- Instrument reading data
=== Section Start ===
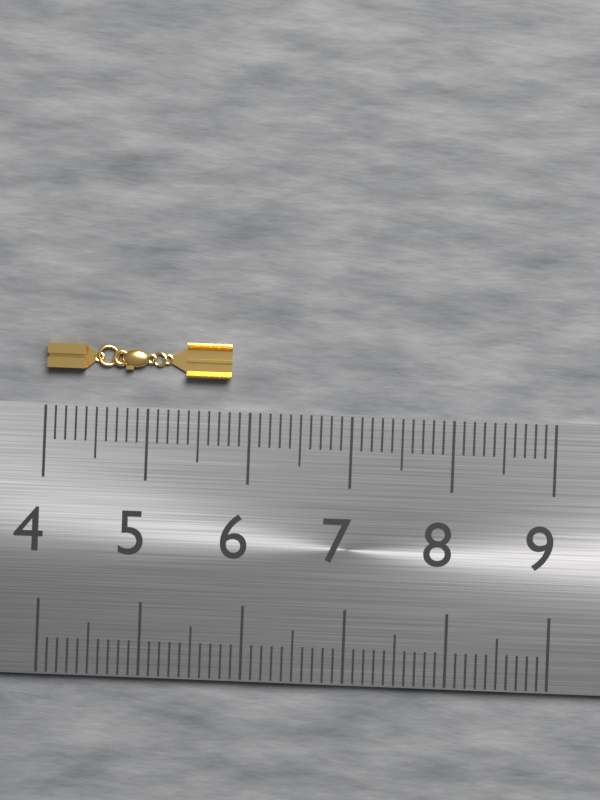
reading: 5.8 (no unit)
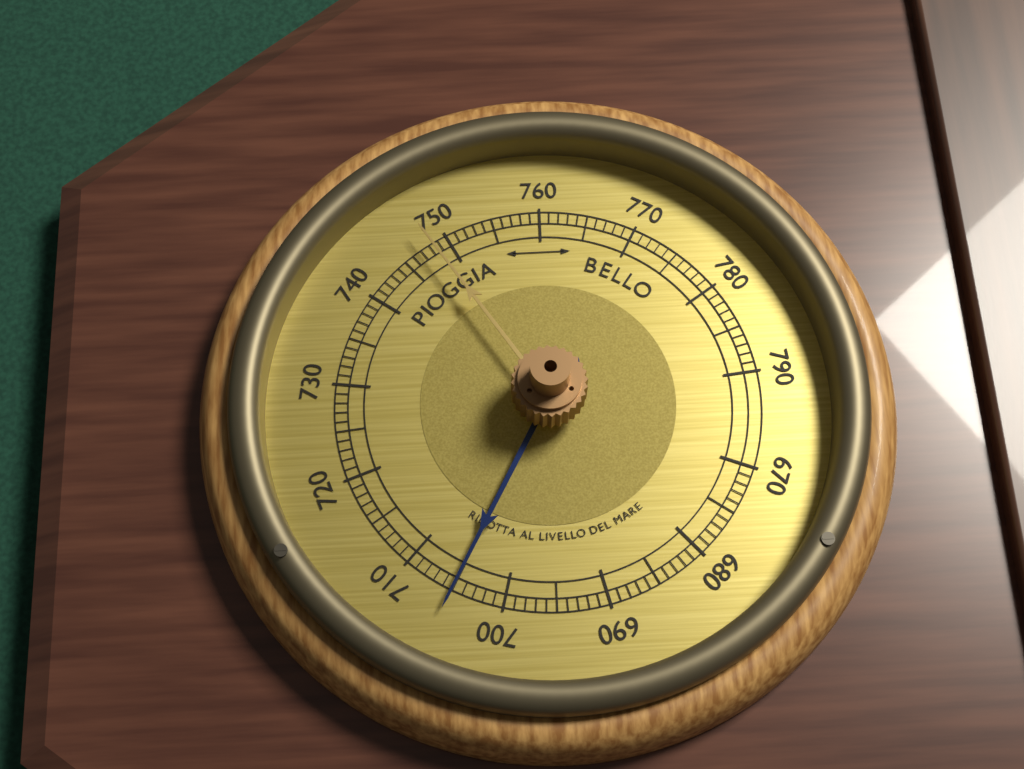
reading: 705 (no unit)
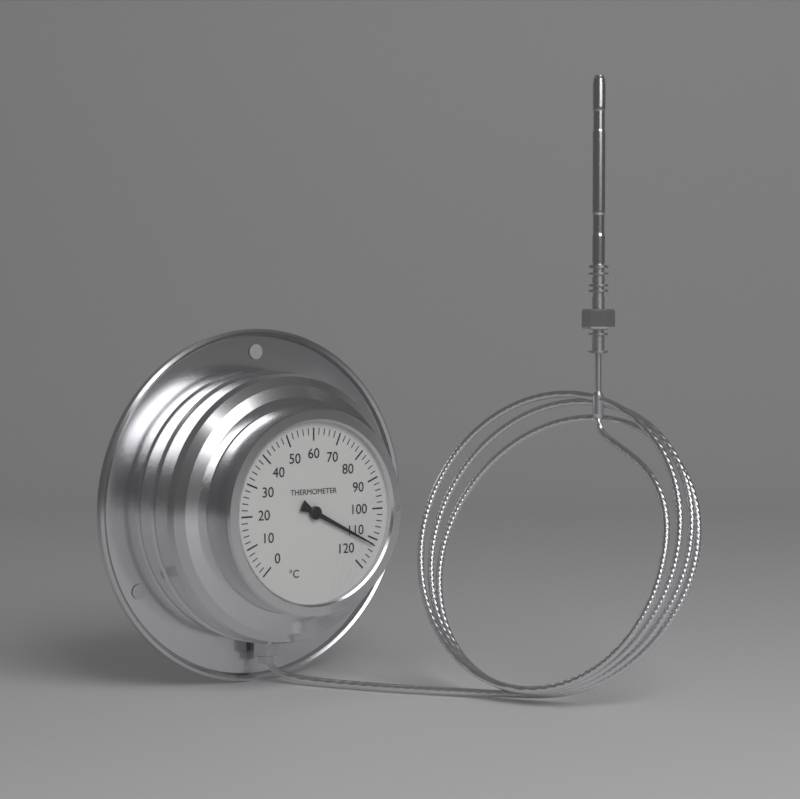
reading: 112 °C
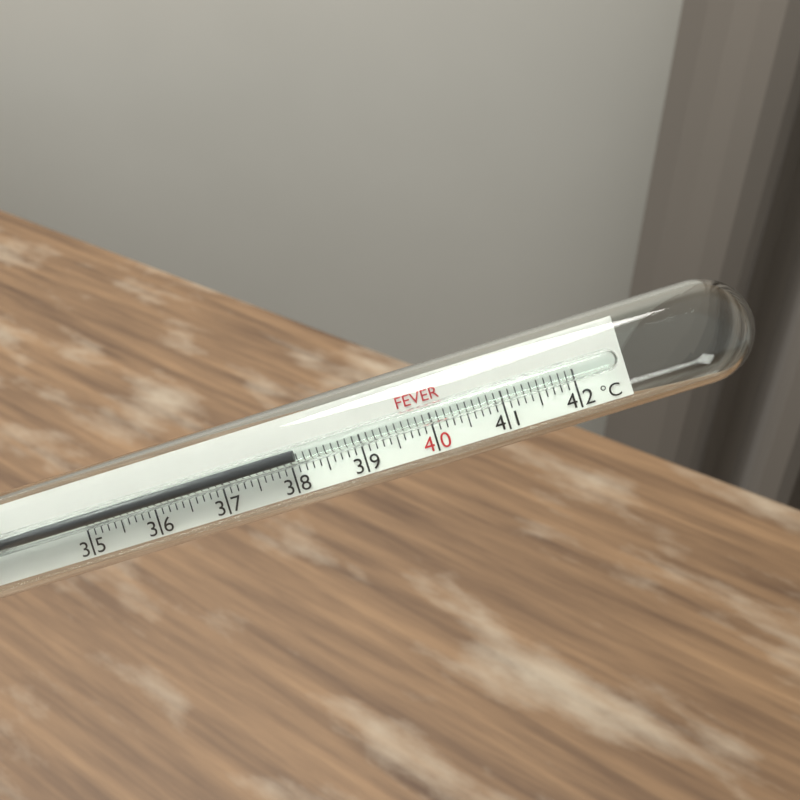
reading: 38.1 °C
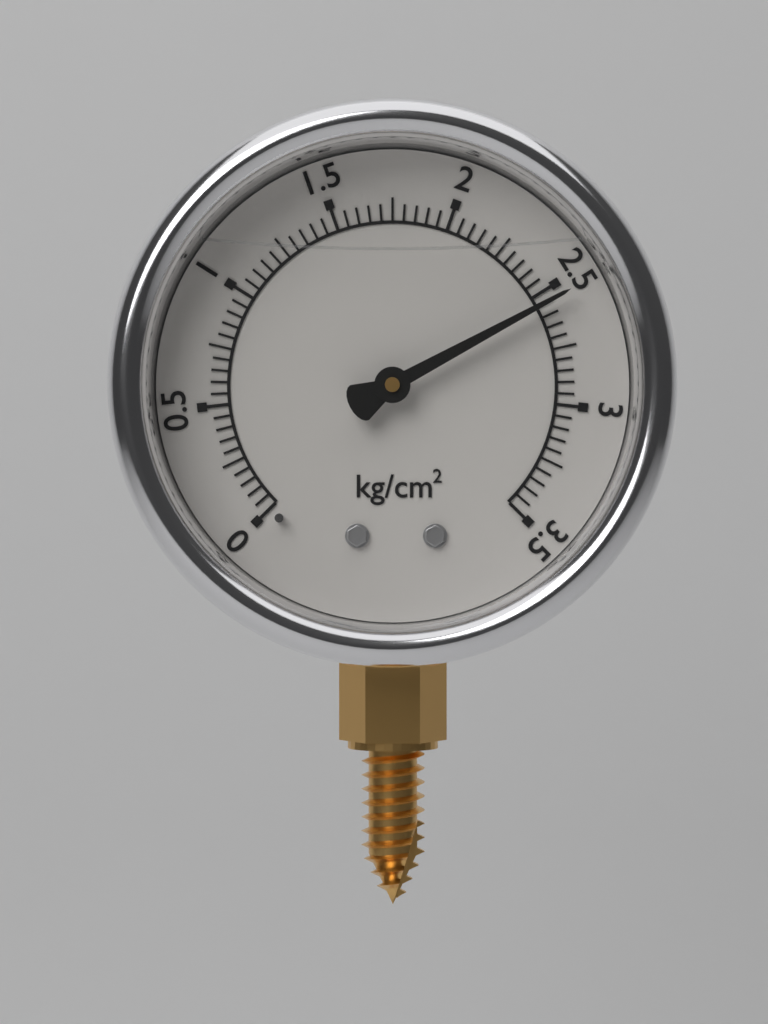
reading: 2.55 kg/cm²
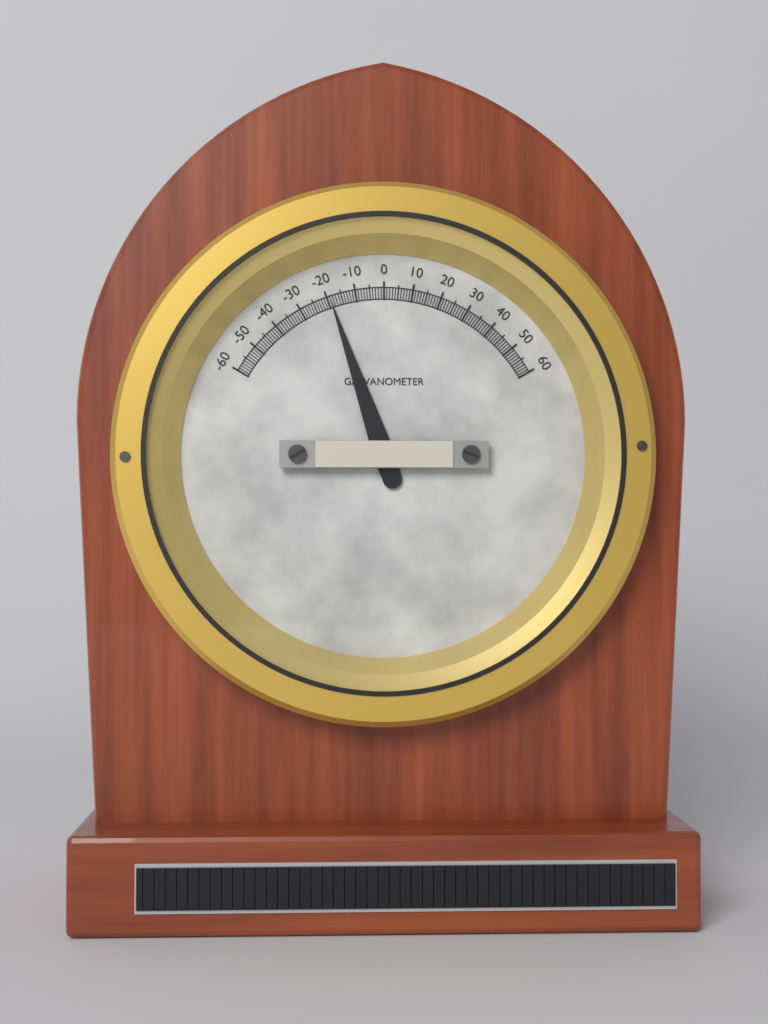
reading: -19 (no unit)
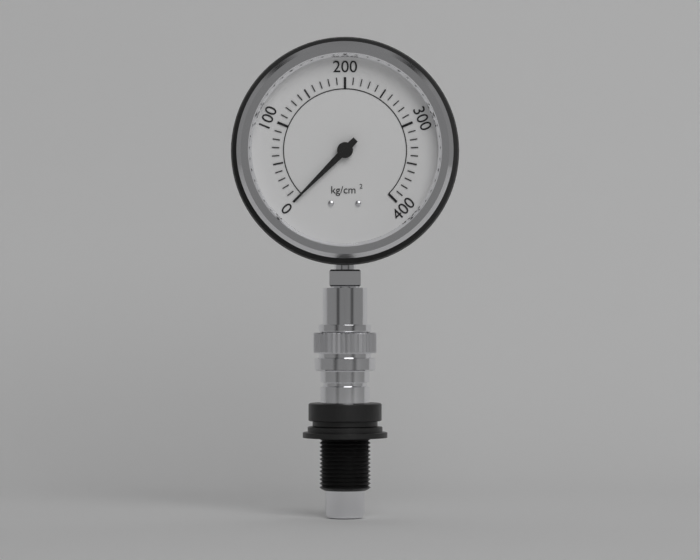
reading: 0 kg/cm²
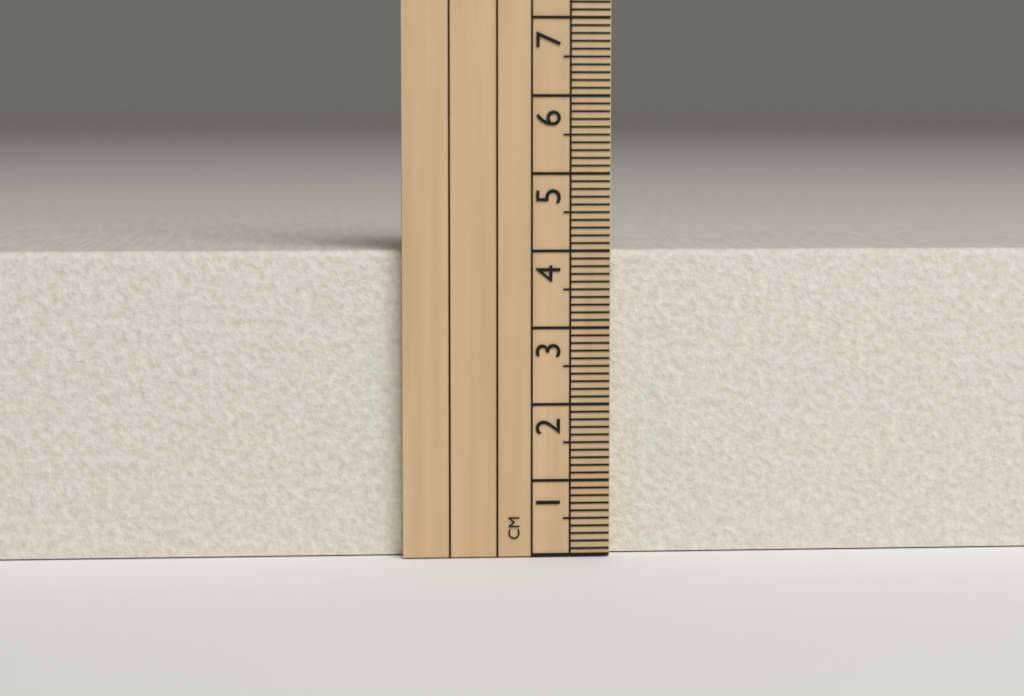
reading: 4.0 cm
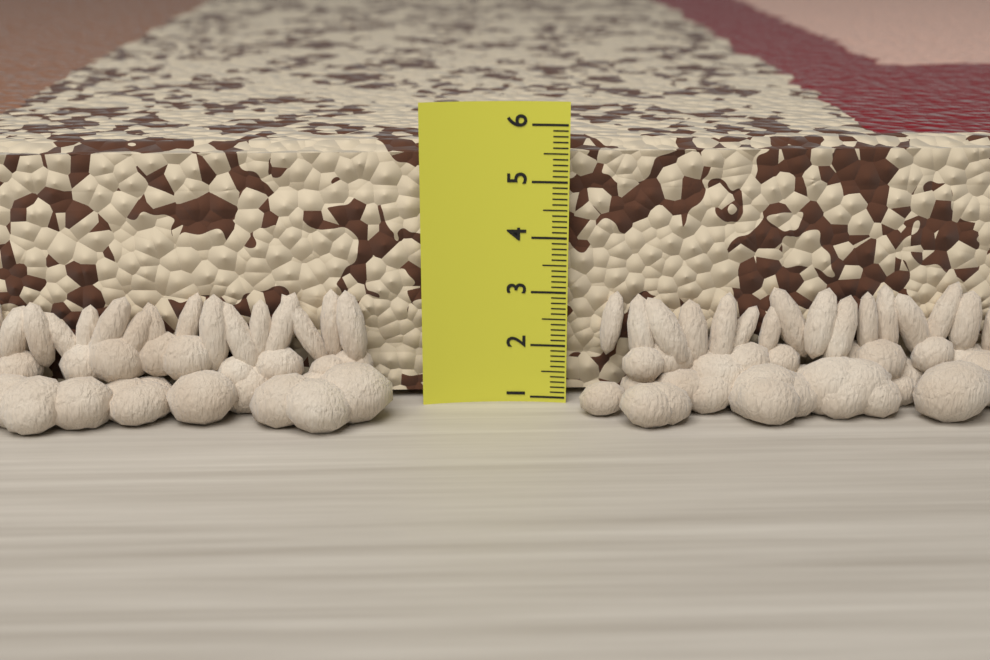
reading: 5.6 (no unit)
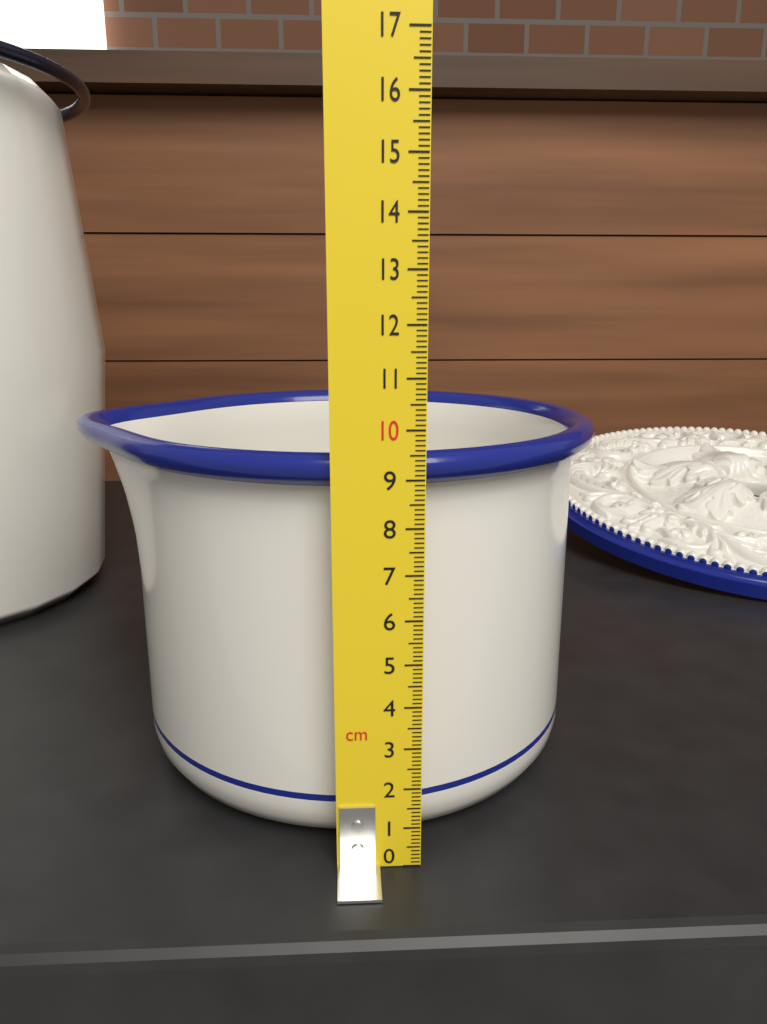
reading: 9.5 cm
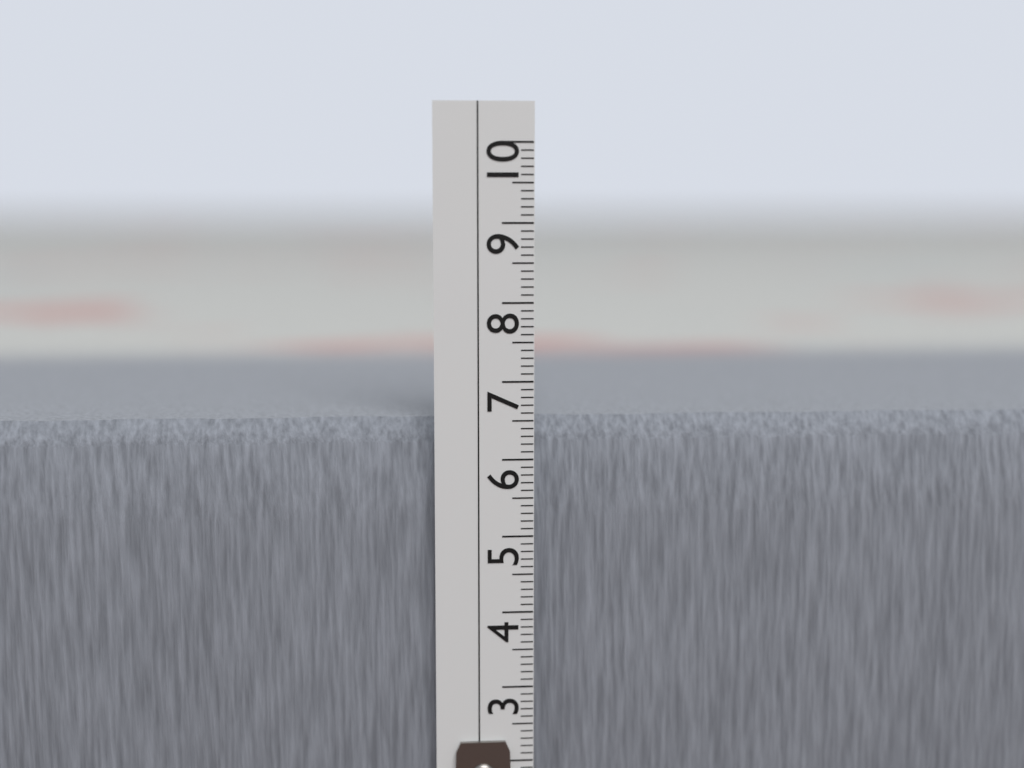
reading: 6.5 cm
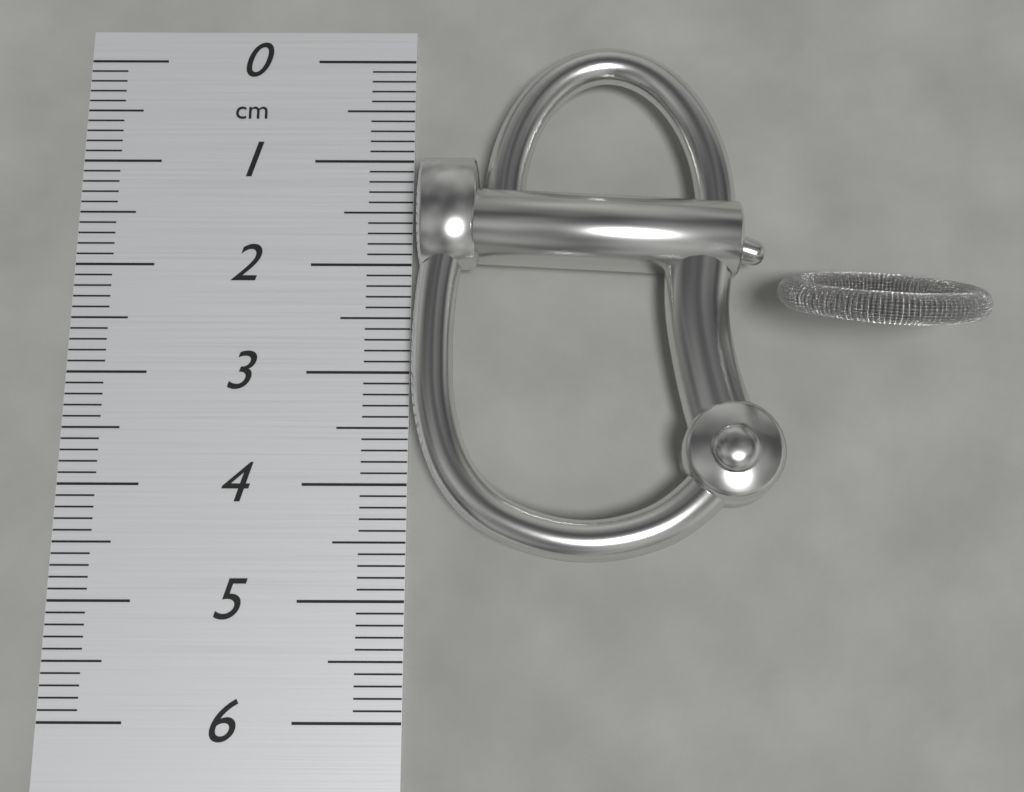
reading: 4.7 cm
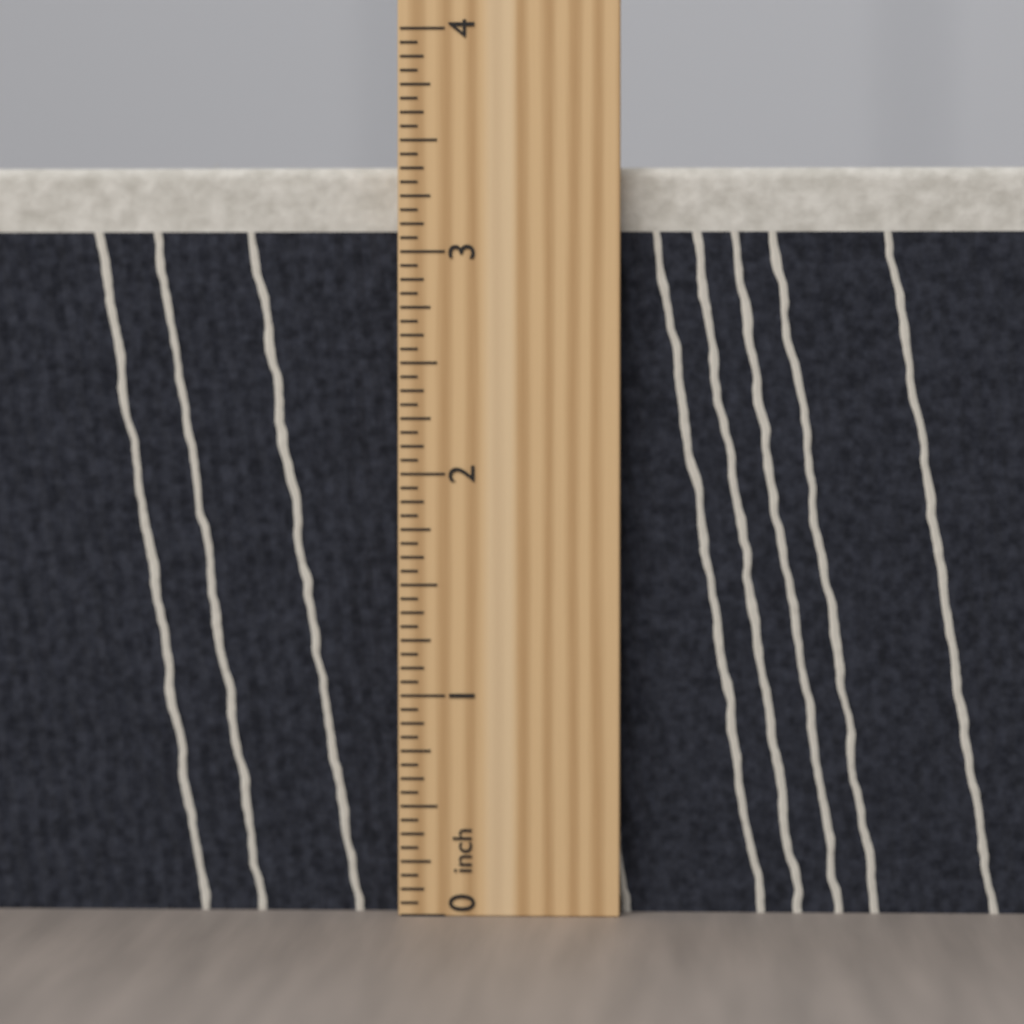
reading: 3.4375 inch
=== Section End ===
- WHAT YOU NEED TO DO
An exact retyping of the entries, without images, is the required answer.

- WRITTEN REPLY
reading: 5.8 (no unit)
reading: 705 (no unit)
reading: 112 °C
reading: 38.1 °C
reading: 2.55 kg/cm²
reading: -19 (no unit)
reading: 0 kg/cm²
reading: 4.0 cm
reading: 5.6 (no unit)
reading: 9.5 cm
reading: 6.5 cm
reading: 4.7 cm
reading: 3.4375 inch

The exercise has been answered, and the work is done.